Bandstand makes its move

Strike up the bandstand, they said. Thursday evening, it was struck. After several false starts, a town gazebo rolled down Madison Avenue from the BPA Playhouse to its new home on Winslow Green. After a coat of paint, the bandstand will be ready for music performances and other community events. “It’s going to look good when it’s fixed up,” said Bill McKnight, a Winslow Green merchant and board member of the Bainbridge Island Downtown Association which helped coordinate the project.

Strike up the bandstand, they said.

Thursday evening, it was struck.

After several false starts, a town gazebo rolled down Madison Avenue from the BPA Playhouse to its new home on Winslow Green. After a coat of paint, the bandstand will be ready for music performances and other community events.

“It’s going to look good when it’s fixed up,” said Bill McKnight, a Winslow Green merchant and board member of the Bainbridge Island Downtown Association which helped coordinate the project.

The move completes a years-long odyssey for the gazebo, which originally sat at the corner of Madison and Wyatt, but was donated for public use elsewhere in the mid-1990s. It most recently sat behind the Playhouse, where it was used as a storage shed.

Earlier this year, at the urging of board member Paulette Jacobson, members of the Winslow Green owners association voted by a 3-1 margin to accept the bandstand on their property. A concrete pad was poured at the east end of the green, and the move was done free of charge by Bainbridge-based Skyler Construction.

“It’s a wonderful community gathering place, even though (the green) is ‘private property,’” Jacobson said. “People are here anyway, so why not make it more people-friendly?”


EXERCISE — Determine how many lines in the records hold the word "America". Return the number alone.

TASK MATERIAL —
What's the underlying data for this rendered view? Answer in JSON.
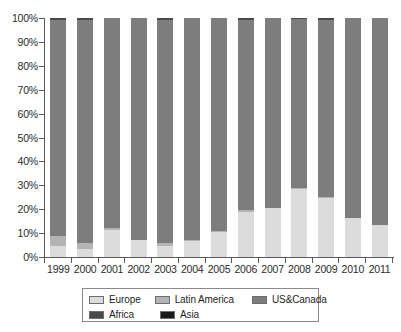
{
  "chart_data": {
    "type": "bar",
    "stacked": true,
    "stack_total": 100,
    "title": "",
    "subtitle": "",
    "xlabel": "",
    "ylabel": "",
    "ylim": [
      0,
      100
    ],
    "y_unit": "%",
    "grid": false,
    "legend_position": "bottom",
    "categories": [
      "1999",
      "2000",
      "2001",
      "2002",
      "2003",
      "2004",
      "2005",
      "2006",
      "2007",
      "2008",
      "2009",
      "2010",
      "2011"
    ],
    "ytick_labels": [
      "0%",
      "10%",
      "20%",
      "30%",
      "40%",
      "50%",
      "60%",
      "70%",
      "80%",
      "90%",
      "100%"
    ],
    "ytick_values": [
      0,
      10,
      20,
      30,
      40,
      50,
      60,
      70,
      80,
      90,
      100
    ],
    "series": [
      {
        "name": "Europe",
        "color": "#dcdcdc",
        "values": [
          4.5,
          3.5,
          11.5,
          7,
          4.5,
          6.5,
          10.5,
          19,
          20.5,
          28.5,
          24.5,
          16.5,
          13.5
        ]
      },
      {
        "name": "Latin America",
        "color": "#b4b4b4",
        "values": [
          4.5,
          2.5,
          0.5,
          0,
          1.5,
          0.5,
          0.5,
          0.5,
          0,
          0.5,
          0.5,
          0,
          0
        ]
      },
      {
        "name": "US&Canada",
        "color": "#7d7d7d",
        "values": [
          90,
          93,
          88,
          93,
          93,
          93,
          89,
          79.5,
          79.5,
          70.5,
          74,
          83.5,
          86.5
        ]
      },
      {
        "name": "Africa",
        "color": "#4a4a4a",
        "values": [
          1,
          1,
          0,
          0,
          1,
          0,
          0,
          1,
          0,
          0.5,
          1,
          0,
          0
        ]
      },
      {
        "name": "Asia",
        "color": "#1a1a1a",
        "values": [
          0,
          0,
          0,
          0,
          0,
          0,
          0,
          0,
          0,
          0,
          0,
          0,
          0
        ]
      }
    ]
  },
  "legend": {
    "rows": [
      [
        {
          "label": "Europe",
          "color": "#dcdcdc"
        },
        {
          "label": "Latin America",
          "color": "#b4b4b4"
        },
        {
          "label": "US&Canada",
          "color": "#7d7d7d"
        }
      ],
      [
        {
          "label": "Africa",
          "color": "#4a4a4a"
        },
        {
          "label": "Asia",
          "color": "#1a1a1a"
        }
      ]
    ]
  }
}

WRITTEN ANSWER — 2